993 Tennyson’s Kind Memories
Alfred Tennyson suffered a tremendous emotional shock in the death of his close friend, Arthur Henry Hallam. In his “Break, Break, Break,” he meditates on his loss as he sits by the seashore. The fisherman’s children are laughing and playing, the sailor boy sings in his boat, the stately ships sail away, but the poet thinks, “Oh, for the touch of a vanished hand, and the sound of a voice that is still!”
994 Forest Lawn Memorial Park
The late Hubert Eaton became a millionaire by softening the hardness of death in the world’s most famous burying ground—Forest Lawn Memorial Park in Glendale, California. Here the bodies of many movie stars and other famous people lie surrounded by rolling lawns, sparkling fountains, and marble statuaries.
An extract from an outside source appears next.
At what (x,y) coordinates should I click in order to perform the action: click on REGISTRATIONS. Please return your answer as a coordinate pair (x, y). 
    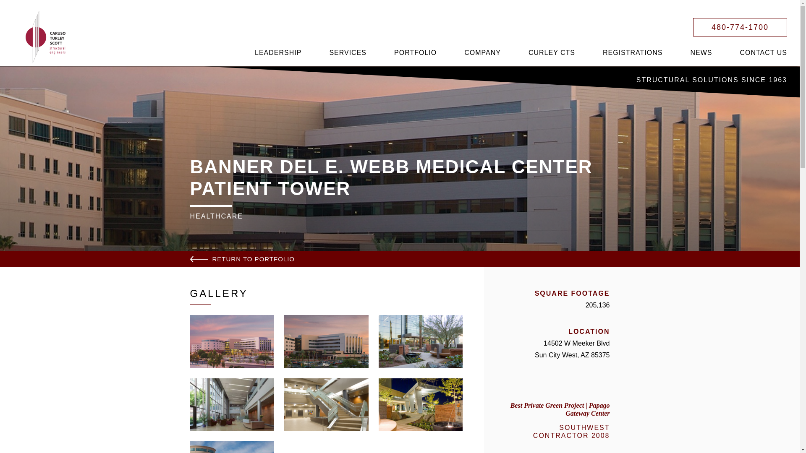
    Looking at the image, I should click on (633, 53).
The famous mortician admitted he wanted “to erase all signs of mourning.” For him and his employees, death became “leave-taking”; a corpse “the loved one,” who was treated by skilled cosmetologist in a luxuriously furnished “slumber” room.
995 “So Sorry … ”
After the usual funeral music, opening the “Obituary Column of the Air” on WATA, Boone, N. C., the announcer said: “We’re sorry to report there were no deaths in Watauga County during the past 24 hours.”
996 Gandhi: “All About Is Darkness”
Some fifteen years before Gandhi’s death, he wrote:
“I must tell you in all humility that Hinduism, as I know it, entirely satisfies my soul, fills my whole being, and I find a solace in the Bhagavad and Upainshads that I miss even in the Sermon on the Mount.”
Just before his death, Ghandi wrote: “My days are numbered. I am not likely to live very long—perhaps a year or a little more. For the first time in fifty years I find myself in the slough of despond. All about me is darkness; I am praying for light.”
997 To Cry Or Not To Cry
Once upon a time, Duke Ching of Ch’i was rambling about on the Mount of Niu. When he saw the beautiful scenery in the north where his country lies, tears fell from his eyes, and with a sob, he said, “How beautiful are our fruitful plains, and our rippling rills. But our lives are as short as the water in the river that passes by.” After he spoke, he wailed aloud.
Ai-K’ung and Liang-Ch’iu-Chu wept with him. But Yen-Tzu laughed alone by the side. As Duke Ching wiped the tears from his eyes, he asked, “We are all weeping here, why is it that you are laughing?”
Yen-Tzu said, “It is your meaningless mourning I am laughing at. If the length of men’s lives were not so short, the previous rulers would not have died yet, how then, would it be possible for you to be the Prince of Ch’i?”
—Yen-Tzu Ch’un Ch’iu
998 Captain’s Skin As Drumheads
Count Ziska, the brave Bohemian captain, commanded, that, after death, his body should be flayed, and the skin be made into drum-heads to send dismay into the hearts of their enemies when his followers went out to battle.
999 Human Soul Weighs 21 Grams
A Swedish doctor in a new book says he discovered the human soul weighs 21 grams. He placed beds of terminal patients on sensitive scales and saw the needle drop when the patients died, he says.